The Bishop and the Butterfly: Murder, Politics, and the End of the Jazz Age

    Pop Quiz - Fight Harder or Smarter?

    I was at a pub quiz last night, answering questions with an impromptu team sitting around a table.

    At one point, there was a question about which of 3 early 60's events happened first. I quickly gave an answer that I was pretty sure was correct, and gave me reasons for it. But over the course of the next couple of minutes, my teammates talked me out of it and chose another.

    When we scored the paper a couple minutes later, my answer would have been right. One of the guys who was largely leading the group looked at me and said, "But you didn't fight for your answer hard enough".

    Then there were answers I was dead wrong about, but either no one else had a clue either, or my certainty won them over. And then the best - when I was certain plus I was right.

    There's a lot of talk about change in the party, which may or may not be good - we have to look inside our souls and brains and look outside and all around to tell what we know, what we don't, and where we're pushy enough or need to do more.

    But one thing's pretty sure - we didn't as a group, a party, of somewhat shared viewpoints - fight hard enough. We can argue about the merits of various ideas, policy positions, strategies, etc - over and over. But as a team, and as key individuals, we didn't fight hard enough.

    Caligula got a horse elected to the Senate - obviously not "right" - but he won. He knew how to fight, how to get his way.

    Jesse Jackson ran for president twice, doing better the 2nd but still losing - except he changed the face and the feeling and the strategy of the party - the introduction of the rainbow inclusive multi-constituent party.

    As I keep going back over the election, I can't find the silver bullet - sure, there were mistakes, some bigger than others, but against the backdrop of what was going on, what the other side was saying, what the logic, the message, the principles, the presentation - there's nothing there.

    It's right up there with, "what could we have done to get Merrick Garland reviewed for the Supreme Court" - nothing and everything.

    We got beat by a pair of deuces, a bunch of bluff, a couple palmed face cards, a rigged deck, compromised refs, and a whole lot of smoke and distraction. We went in thinking we could win. They went in looking for a knife fight, a gun fight  if needed, a riot if required. In short, we were playing 2 different games, and we were also playing too nice.

    Some Democrat told Kellyanne Conway "well, I wouldn't want to win like that". Sorry, wrong answer - in 2017, win it anyway, and sort it out later. If you/we need to win by overwhelming ethical models, then better prepare to win by 30% and expect it'll get whittled down to 2 if lucky. But we're always shooting for 2%, 5%. They assume a majority - we assume an alliance of minorities.

    We've boxed ourselves in - we try to be transparent, prepared, pragmatic, helpful, inclusive, all-encompassing, detailed. They call us pussies, pansies, traitors, criminals, It's like jocks vs nerds, and we're competing for prom king by trying to get better grades. No one gives a shit, or barely. We think about convincing a few of them. They think about destroying *all* of us. They're dreaming of Sherman through Georgia, while we're looking at the edging around the lawn and making adjustments.

    A boss used to quote an ex-worker who said, "I only got 2 questions - who do I see to quit, and how do you spell motherfucker?" In our case, it's "who do we need to convince, and how the fuck do convince them". Screw the detailed plans, the acceptance speech, the 3x5 note cards, Roberts Rulebook of Order., the "when they go low we go high" stuff. They're throwing punches - we better throw something back, or better, throw first and harder. Grin & bear it ain't working.

    Oh, did I mention? The table next to ours at the pubquiz regularly cheats anyway - so it didn't matter if I was right or wrong - they would have beat us over the course of the contest, picking up a point or two here or there, one way or the other. Should I kick myself, or kick them? Doesn't seem like a hard choice when it's heads we lose, tails they win. Fight harder, or get used to losing. If you know another way, let me know.

    Comments

    I really like this.  I don't have much to add, except that there is an "INDIVISIBLE" meeting tomorrow in Charlottesville and I am planning to go.  I hope my son will go with me.  If anything of interest happens I will write about it.  


    I like this piece as well.  One thing I've found hard to articulate but that I think is relevant is that being "right" in terms of facts is not serving us very well.  Victory by consensus is what matters and, in our system, it doesn't even have to be a national consensus since the preferences of those in sparsely populated states and rural areas are given special treatment.  You can be right on all points about how national budgets work, how the economy functions, how diplomacy is best pursued and what the environment will or won't tolerate and it doesn't matter at all if you can't win the crucial consensus.  We're not fighting hard enough.  It's not enough to say that if we're right on the facts that people will come along with us sooner or later.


About this exercise:
Every line of the material is to be returned verbatim. Pictures stay out.

Data records START

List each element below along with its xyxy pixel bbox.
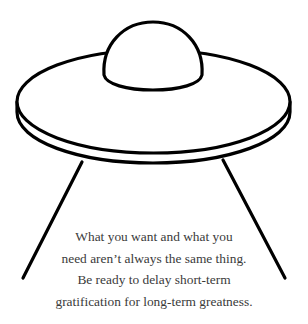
quote-line: gratification for long-term greatness.	[0, 291, 308, 313]
quote-text: What you want and what you need aren’t a…	[0, 226, 308, 312]
quote-line: What you want and what you	[0, 226, 308, 248]
saucer-dome	[104, 22, 202, 90]
quote-line: Be ready to delay short-term	[0, 269, 308, 291]
quote-line: need aren’t always the same thing.	[0, 248, 308, 270]
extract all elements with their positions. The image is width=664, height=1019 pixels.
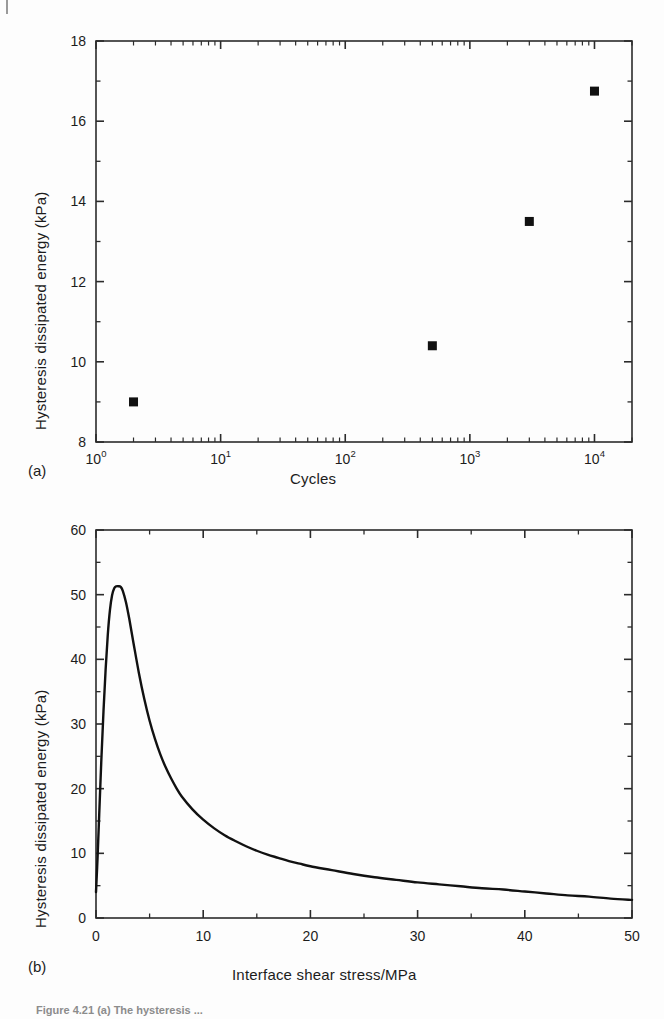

Data records END

Your solution:
List each element below along with its xyxy pixel bbox.
quote-line: gratification for long-term greatness.	[0, 291, 308, 313]
quote-text: What you want and what you need aren’t a…	[0, 226, 308, 312]
quote-line: What you want and what you	[0, 226, 308, 248]
saucer-dome	[104, 22, 202, 90]
quote-line: Be ready to delay short-term	[0, 269, 308, 291]
quote-line: need aren’t always the same thing.	[0, 248, 308, 270]
extract all elements with their positions. The image is width=664, height=1019 pixels.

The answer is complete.